Markowitz takes three inflexion points M, N and P in the upper portion of the
diagram with present income at the middle point N on the TU curve of income.

The marginal utility of income curve MU is derived in the lower portion of the
diagram where the present income level is OB. With a small increase in the income
of a person from OB to ОС, the marginal utility of income increases from point S
to T on the MU curve. But large increases in income beyond ОС lead to
diminishing marginal utility of income from point T onwards along the MU curve.

On the other hand, small decreases in income from OB to О A lead to increasing


marginal utility of income from S to R on the MU curve. But large decreases in
income to the left of A lead to diminishing marginal utility of income from point R
towards О along the MU curve.

The Markowitz hypothesis is an improvement over the Friedman-Savage


hypothesis. Instead of the absolute level of income, it takes the present level of
income of a person. It suggests that a person‟s behaviour towards insurance and
gambling is the same whether he is poor or rich. The emphasis is on small or large
increases or decreases in the present income of a person that determines his
behaviour towards insurance and gambling.

Critical Appraisal of Modern Utility Analysis:

In the modem utility analysis of risk or uncertainty, the Neumann and Morgenstem
hypothesis implies measurable utility up to a linear transformation thereby
reintroducing diminishing or increasing marginal utility. The Friedman-Savage
hypothesis contains an added element.

It attempts to explain the shape of the curve of total utility of income. These
hypotheses are thus attempts to rehabilitate the measurement of utility.

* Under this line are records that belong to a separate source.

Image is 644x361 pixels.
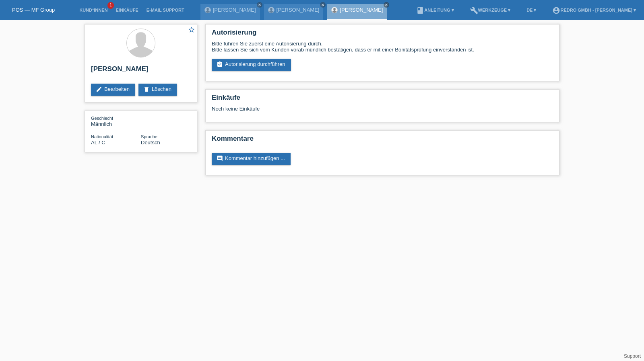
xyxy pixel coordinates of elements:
[216,61,223,67] i: assignment_turned_in
[211,40,553,53] div: Bitte führen Sie zuerst eine Autorisierung durch. Bitte lassen Sie sich vom Kunden vorab mündlich...
[211,152,291,165] a: commentKommentar hinzufügen ...
[470,6,478,15] i: build
[211,135,553,147] h2: Kommentare
[12,7,54,13] a: POS — MF Group
[321,3,325,7] i: close
[141,140,160,145] span: Deutsch
[188,26,195,34] a: star_border
[624,353,641,359] a: Support
[416,6,424,15] i: book
[91,140,105,145] span: Albanien / C / 13.08.1994
[211,106,553,118] div: Noch keine Einkäufe
[143,86,149,93] i: delete
[91,65,191,77] h2: [PERSON_NAME]
[213,7,256,13] a: [PERSON_NAME]
[139,84,177,96] a: deleteLöschen
[142,8,188,12] a: E-Mail Support
[522,8,540,12] a: DE ▾
[211,29,553,40] h2: Autorisierung
[383,2,389,8] a: close
[552,6,560,15] i: account_circle
[91,115,141,127] div: Männlich
[466,8,515,12] a: buildWerkzeuge ▾
[257,3,262,7] i: close
[188,26,195,33] i: star_border
[211,59,291,71] a: assignment_turned_inAutorisierung durchführen
[141,134,157,139] span: Sprache
[257,2,262,8] a: close
[75,8,112,12] a: Kund*innen
[276,7,319,13] a: [PERSON_NAME]
[107,2,114,9] span: 1
[384,3,388,7] i: close
[548,8,640,12] a: account_circleRedro GmbH - [PERSON_NAME] ▾
[216,155,223,162] i: comment
[211,94,553,106] h2: Einkäufe
[320,2,325,8] a: close
[91,134,113,139] span: Nationalität
[340,7,382,13] a: [PERSON_NAME]
[96,86,102,93] i: edit
[91,116,113,121] span: Geschlecht
[112,8,142,12] a: Einkäufe
[91,84,135,96] a: editBearbeiten
[412,8,457,12] a: bookAnleitung ▾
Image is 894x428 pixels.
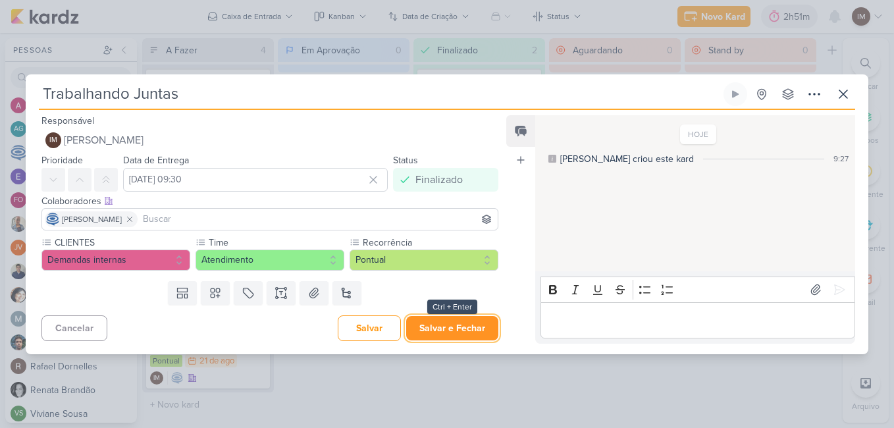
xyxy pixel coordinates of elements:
[393,155,418,166] label: Status
[39,82,721,106] input: Kard Sem Título
[123,168,388,192] input: Select a date
[730,89,741,99] div: Ligar relógio
[540,302,855,338] div: Editor editing area: main
[833,153,849,165] div: 9:27
[62,213,122,225] span: [PERSON_NAME]
[53,236,190,249] label: CLIENTES
[64,132,144,148] span: [PERSON_NAME]
[123,155,189,166] label: Data de Entrega
[207,236,344,249] label: Time
[350,249,498,271] button: Pontual
[415,172,463,188] div: Finalizado
[393,168,498,192] button: Finalizado
[140,211,495,227] input: Buscar
[49,137,57,144] p: IM
[540,276,855,302] div: Editor toolbar
[361,236,498,249] label: Recorrência
[41,155,83,166] label: Prioridade
[46,213,59,226] img: Caroline Traven De Andrade
[196,249,344,271] button: Atendimento
[41,194,498,208] div: Colaboradores
[338,315,401,341] button: Salvar
[41,128,498,152] button: IM [PERSON_NAME]
[45,132,61,148] div: Isabella Machado Guimarães
[560,152,694,166] div: [PERSON_NAME] criou este kard
[41,249,190,271] button: Demandas internas
[41,315,107,341] button: Cancelar
[406,316,498,340] button: Salvar e Fechar
[41,115,94,126] label: Responsável
[427,300,477,314] div: Ctrl + Enter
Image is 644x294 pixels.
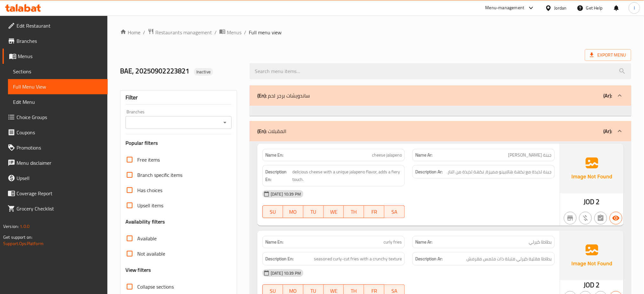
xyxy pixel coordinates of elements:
span: Sections [13,68,103,75]
strong: Name Ar: [416,239,432,246]
span: Menu disclaimer [17,159,103,166]
a: Menu disclaimer [3,155,108,170]
div: Filter [125,91,232,104]
h3: Availability filters [125,218,165,226]
span: Promotions [17,144,103,152]
span: WE [327,208,341,217]
span: 1.0.0 [20,222,30,230]
span: JOD [584,279,595,291]
div: Inactive [194,68,213,75]
button: FR [364,206,385,218]
span: Coupons [17,128,103,136]
p: المقبلات [257,127,287,135]
span: بطاطا مقلية كيرلي متبلة ذات ملمس مقرمش [467,255,552,263]
button: WE [324,206,344,218]
b: (Ar): [603,126,612,136]
span: Not available [137,250,165,257]
strong: Description Ar: [416,255,443,263]
span: Choice Groups [17,113,103,121]
div: (En): المقبلات(Ar): [250,121,631,141]
div: (En): ساندويشات برجر لحم(Ar): [250,106,631,116]
span: SU [265,208,281,217]
span: 2 [596,195,600,208]
span: جبنة لذيذة مع نكهة هالابينو مميزة، نكهة لذيذة من النار. [447,168,552,176]
span: Export Menu [585,49,631,61]
span: curly fries [383,239,402,246]
button: TH [344,206,364,218]
button: SU [263,206,283,218]
span: JOD [584,195,595,208]
a: Menus [3,48,108,64]
a: Support.OpsPlatform [3,239,43,248]
button: Not branch specific item [564,211,577,224]
a: Coupons [3,124,108,140]
a: Edit Restaurant [3,18,108,34]
span: Coverage Report [17,190,103,197]
span: Full Menu View [13,83,103,90]
li: / [214,28,217,36]
a: Upsell [3,170,108,186]
span: [DATE] 10:39 PM [268,270,303,276]
button: Available [610,211,623,224]
button: SA [385,206,405,218]
a: Edit Menu [8,94,108,110]
span: Edit Menu [13,98,103,106]
p: ساندويشات برجر لحم [257,92,310,99]
a: Full Menu View [8,79,108,94]
a: Sections [8,64,108,79]
span: I [634,5,635,12]
span: Grocery Checklist [17,205,103,212]
span: Restaurants management [156,28,212,36]
a: Restaurants management [148,28,212,37]
span: Collapse sections [137,283,174,291]
a: Coverage Report [3,186,108,201]
h2: BAE, 20250902223821 [120,66,242,76]
span: Upsell items [137,202,163,209]
span: Inactive [194,69,213,75]
div: Jordan [554,5,567,12]
h3: Popular filters [125,139,232,146]
div: (En): ساندويشات برجر لحم(Ar): [250,85,631,106]
li: / [143,28,145,36]
strong: Name En: [265,239,283,246]
button: Open [221,118,229,127]
span: TU [306,208,321,217]
a: Branches [3,34,108,48]
span: [DATE] 10:39 PM [268,191,303,197]
button: Not has choices [594,211,607,224]
button: Purchased item [579,211,592,224]
span: 2 [596,279,600,291]
span: Available [137,235,157,242]
a: Grocery Checklist [3,201,108,216]
span: cheese jalapeno [372,152,402,159]
span: Edit Restaurant [17,22,103,30]
a: Menus [219,28,241,37]
span: FR [367,208,382,217]
span: Branches [17,37,103,44]
span: Version: [3,222,19,230]
span: TH [347,208,361,217]
span: Full menu view [249,28,281,36]
b: (Ar): [603,91,612,101]
li: / [244,28,247,36]
a: Home [120,28,141,36]
input: search [250,63,631,79]
span: Menus [227,28,241,36]
strong: Description En: [265,255,294,263]
span: seasoned curly-cut fries with a crunchy texture [314,255,402,263]
span: Branch specific items [137,171,183,179]
span: delicious cheese with a unique jalapeno flavor, adds a fiery touch. [292,168,402,184]
span: Upsell [17,174,103,182]
span: Has choices [137,186,163,194]
button: TU [303,206,324,218]
a: Promotions [3,140,108,155]
b: (En): [257,91,267,101]
b: (En): [257,126,267,136]
nav: breadcrumb [120,28,631,37]
strong: Description En: [265,168,291,184]
span: جبنة [PERSON_NAME] [508,152,552,159]
span: بطاطا كيرلي [529,239,552,246]
img: Ae5nvW7+0k+MAAAAAElFTkSuQmCC [560,231,623,280]
strong: Description Ar: [416,168,443,176]
strong: Name En: [265,152,283,159]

But the N-
M theory of risky choices along with its variants like the Friedman- Savage
hypothesis and Markowitz hypothesis ate still a subject of controversy on two
counts; firstly, from the practical standpoint, and secondly, whether it is a cardinal
or an ordinal method.

Firstly, it is doubtful if risk is measurable when Neumann and Morgenstem assume


that the risk does not possess any utility or disutility of its own, they ignore the
pleasures or pains of uncertainty- bearing.

Secondly, in the majority of individual choices the element of uncertainty is very


little.

Thirdly, individual choices are of an infinite variety. Guaranteed that they are
uncertain, it is possible to measure them with the N-M method? Lastly, it does not
measure the „strength of feelings‟ of individuals towards goods and services under
uncertain choices.

The question whether the N-M method measures utility cardinally or ordinally,
there is great confusion among economists. Robertson in his Utility and All That
uses it in the cardinal sense, while Profs. Baumol, Fellner and others are of the
view that the ranking of utility makes it ordinal. According to Baumol, the N-M
theory has nothing in common with the neo-classical theory regarding cardinality.

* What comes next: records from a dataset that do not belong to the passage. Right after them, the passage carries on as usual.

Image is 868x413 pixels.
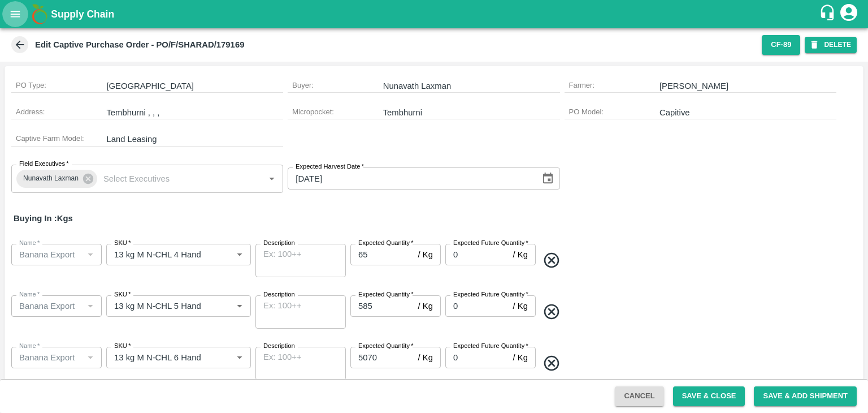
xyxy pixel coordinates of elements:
[418,352,433,364] p: / Kg
[838,2,859,26] div: account of current user
[16,133,102,144] h6: Captive Farm Model :
[232,299,247,313] button: Open
[762,35,800,55] button: CF-89
[51,9,114,19] b: Supply Chain
[418,299,433,312] p: / Kg
[9,206,78,230] h6: Buying In : Kgs
[292,107,378,117] h6: Micropocket :
[16,107,102,117] h6: Address :
[35,40,244,49] b: Edit Captive Purchase Order - PO/F/SHARAD/179169
[263,290,295,299] label: Description
[51,6,819,22] a: Supply Chain
[106,107,283,119] p: Tembhurni , , ,
[660,80,836,93] p: [PERSON_NAME]
[232,247,247,262] button: Open
[288,167,532,189] input: Select Date
[350,296,413,317] input: 0.0
[453,239,528,247] label: Expected Future Quantity
[453,290,528,299] label: Expected Future Quantity
[513,248,528,261] p: / Kg
[804,37,856,53] button: DELETE
[16,173,85,184] span: Nunavath Laxman
[513,352,528,364] p: / Kg
[19,159,69,169] label: Field Executives
[660,107,836,119] p: Capitive
[2,1,28,27] button: open drawer
[106,133,283,145] p: Land Leasing
[19,239,40,247] label: Name
[358,341,413,351] label: Expected Quantity
[615,387,664,406] button: Cancel
[453,341,528,351] label: Expected Future Quantity
[569,107,655,117] h6: PO Model :
[114,341,131,351] label: SKU
[16,170,97,187] div: Nunavath Laxman
[16,80,102,91] h6: PO Type :
[445,296,508,317] input: 0.0
[99,171,246,185] input: Select Executives
[263,341,295,351] label: Description
[110,350,214,365] input: SKU
[295,163,364,171] label: Expected Harvest Date
[445,243,508,265] input: 0.0
[350,243,413,265] input: 0.0
[418,248,433,261] p: / Kg
[15,350,80,365] input: Name
[445,347,508,368] input: 0.0
[114,290,131,299] label: SKU
[350,347,413,368] input: 0.0
[383,107,560,119] p: Tembhurni
[383,80,560,93] p: Nunavath Laxman
[358,239,413,247] label: Expected Quantity
[264,171,279,185] button: Open
[106,80,283,93] p: [GEOGRAPHIC_DATA]
[513,299,528,312] p: / Kg
[263,239,295,247] label: Description
[569,80,655,91] h6: Farmer :
[232,350,247,365] button: Open
[754,387,856,406] button: Save & Add Shipment
[819,4,838,24] div: customer-support
[358,290,413,299] label: Expected Quantity
[15,247,80,262] input: Name
[114,239,131,247] label: SKU
[673,387,745,406] button: Save & Close
[537,167,558,189] button: Choose date, selected date is Oct 2, 2025
[19,290,40,299] label: Name
[110,299,214,313] input: SKU
[292,80,378,91] h6: Buyer :
[15,299,80,313] input: Name
[28,3,51,26] img: logo
[19,341,40,351] label: Name
[110,247,214,262] input: SKU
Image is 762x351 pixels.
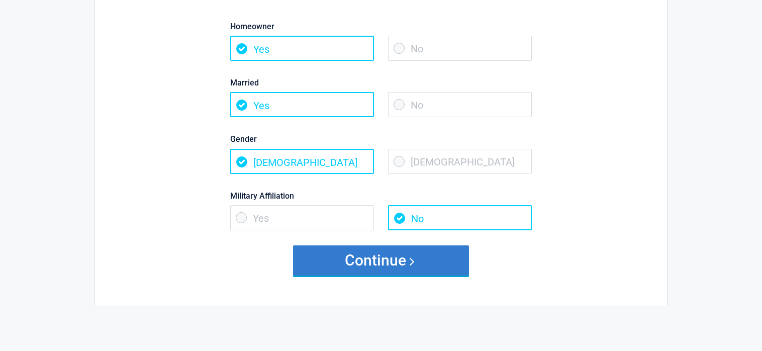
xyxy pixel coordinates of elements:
[230,36,374,61] span: Yes
[230,149,374,174] span: [DEMOGRAPHIC_DATA]
[293,245,469,275] button: Continue
[388,36,532,61] span: No
[388,92,532,117] span: No
[230,205,374,230] span: Yes
[230,76,532,89] label: Married
[388,205,532,230] span: No
[388,149,532,174] span: [DEMOGRAPHIC_DATA]
[230,189,532,203] label: Military Affiliation
[230,92,374,117] span: Yes
[230,20,532,33] label: Homeowner
[230,132,532,146] label: Gender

In the neo-classical theory the word “cardinal” is used to denote introspective


absolute marginal measurement of utility while in this theory it is used
operationally. In the N-M theory, utility numbers are assigned to lottery tickets
according to a person‟s ranking of the prizes and the prediction is made
numerically as to which of the two tickets will be chosen. Though the N-M
formula is used to derive the utility index, yet it says nothing about diminishing
marginal utility. Thus the N-M utility is not the neoclassical cardinal utility.

The refinements made by Friedman-Savage and Markowitz have tendered to drop


the neo-classical assumption that the marginal utility of income diminishes for all
ranges of income. Thus the theory of measurement of utility under risky choices is
superior to the neo-classical introspective cardinalism of certain choices.

Economists like Dorfman, Samuelson and Solow have derived the Paretian indices
of utility from the N-M formula. And when the N-M index based on individual
ranking is constructed, it conveys information about his preferences.

Baumol uses further the N-M measurement in the ordinal sense when he equates
the N-M marginal utility with the marginal rate of substitution. He writes: “The N-
M marginal utility X of ends up as no more than the marginal rate of substitution
between and the probability of winning the pre-specified prize (E) of the standard
lottery ticket. This is surely not cardinal measurement in the classical sense.”